Emotional Overinterpretation Drift (E.Ov.D.)


1. Classification

  • Drift Container: Emotional Drift
  • Dimension: Emotional Perception → Interpretation
  • Scope: Solo → Coupled → Collective
  • Type: Drift Pattern

2. Core Definition

Emotional Overinterpretation Drift occurs when emotional meaning repeatedly exceeds what the available emotional information can reasonably support.

  • Interpretation extracts meaning.
  • Meaning should remain proportional to evidence.
  • Drift begins when emotional significance consistently expands beyond the available emotional information.

The emotion is real.

The meaning becomes larger than the emotion itself.


3. Structural Mechanism

Emotional Overinterpretation Drift propagates through five invariant stages:

Emotional Perception

Emotional signals are successfully detected and recognized.

Meaning Expansion

The system begins assigning emotional significance beyond the available evidence.

Interpretive Amplification

Additional assumptions become incorporated into the interpretation.

Reinforcement

Emotional responses validate the expanded interpretation.

Structural Overinterpretation

Similar emotional situations repeatedly receive exaggerated emotional meaning.

At this stage, interpretation becomes driven more by imagined significance than observed emotional evidence.


4. Invariants

Emotional Overinterpretation Drift is present only when:

Accurate Perception

Emotional signals are successfully perceived.
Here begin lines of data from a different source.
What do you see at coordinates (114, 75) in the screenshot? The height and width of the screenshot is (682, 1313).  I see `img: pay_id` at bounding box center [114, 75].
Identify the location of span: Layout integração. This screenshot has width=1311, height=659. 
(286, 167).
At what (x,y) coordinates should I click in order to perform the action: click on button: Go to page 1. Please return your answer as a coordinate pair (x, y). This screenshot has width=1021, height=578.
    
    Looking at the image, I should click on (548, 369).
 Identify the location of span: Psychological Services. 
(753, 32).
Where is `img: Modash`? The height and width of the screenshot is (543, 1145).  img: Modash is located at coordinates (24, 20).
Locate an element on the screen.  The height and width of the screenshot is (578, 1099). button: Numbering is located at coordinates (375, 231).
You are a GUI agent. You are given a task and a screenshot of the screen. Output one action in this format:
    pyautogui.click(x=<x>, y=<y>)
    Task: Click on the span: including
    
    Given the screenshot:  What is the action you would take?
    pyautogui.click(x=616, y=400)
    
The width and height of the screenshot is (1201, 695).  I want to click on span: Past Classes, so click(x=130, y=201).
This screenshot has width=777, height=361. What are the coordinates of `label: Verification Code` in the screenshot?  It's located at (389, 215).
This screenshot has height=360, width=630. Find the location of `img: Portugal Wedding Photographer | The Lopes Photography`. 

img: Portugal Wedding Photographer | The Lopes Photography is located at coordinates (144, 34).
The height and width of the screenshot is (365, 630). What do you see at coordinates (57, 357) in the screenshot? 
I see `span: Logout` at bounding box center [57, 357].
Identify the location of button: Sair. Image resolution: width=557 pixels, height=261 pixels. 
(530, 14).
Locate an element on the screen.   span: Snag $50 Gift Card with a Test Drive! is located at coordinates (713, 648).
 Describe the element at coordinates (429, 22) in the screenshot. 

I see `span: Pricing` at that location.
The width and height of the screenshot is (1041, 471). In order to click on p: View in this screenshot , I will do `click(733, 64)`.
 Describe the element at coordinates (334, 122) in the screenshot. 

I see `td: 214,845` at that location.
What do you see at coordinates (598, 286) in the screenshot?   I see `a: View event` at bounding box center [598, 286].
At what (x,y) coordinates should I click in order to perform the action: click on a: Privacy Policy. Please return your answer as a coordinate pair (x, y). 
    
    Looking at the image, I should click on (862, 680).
Excessive Meaning Assignment

Interpretation consistently exceeds available emotional evidence.

Assumption Accumulation

Unsupported emotional inferences become integrated into meaning.

Repeated Expansion

Similar interpretive exaggerations recur across multiple emotional situations.

Persistent Amplification

Emotional meaning continues expanding despite corrective experience.

If emotional interpretation remains proportional to available emotional evidence, the pattern is not Emotional Overinterpretation Drift.


5. Illustrative Examples (Demonstrative Only)

Solo

An individual interprets a delayed reply as evidence of rejection, betrayal, and permanent relationship decline.

Coupled

One partner interprets a brief disagreement as proof that the entire relationship is failing.

Collective

A community interprets a minor organizational change as evidence of widespread institutional collapse.

These examples clarify mechanism only.


6. Structural Cost

Emotional Escalation

Emotional reactions become stronger than the triggering situation warrants.

Reduced Interpretive Precision

Minor emotional cues produce disproportionately large meanings.

Relationship Instability

Others become burdened by exaggerated emotional interpretations.

Reinforced Anxiety

Expanded interpretations amplify uncertainty and emotional distress.

Adaptive Weakening

Emotional calibration becomes increasingly difficult.

Predictive Distortion

Future expectations become shaped by exaggerated emotional narratives.

Coherence Loss

Emotional meaning progressively exceeds emotional reality.

Over time, small emotional signals generate disproportionately large internal worlds.


7. Drift Boundary

Rich emotional interpretation enables empathy and foresight.

Drift begins when interpretation repeatedly extends beyond what emotional evidence can reasonably support.

Healthy emotional systems allow meaning to expand while remaining anchored to observable emotional reality.


8. Canonical Lock

When emotional meaning grows faster than emotional evidence, interpretation quietly becomes imagination.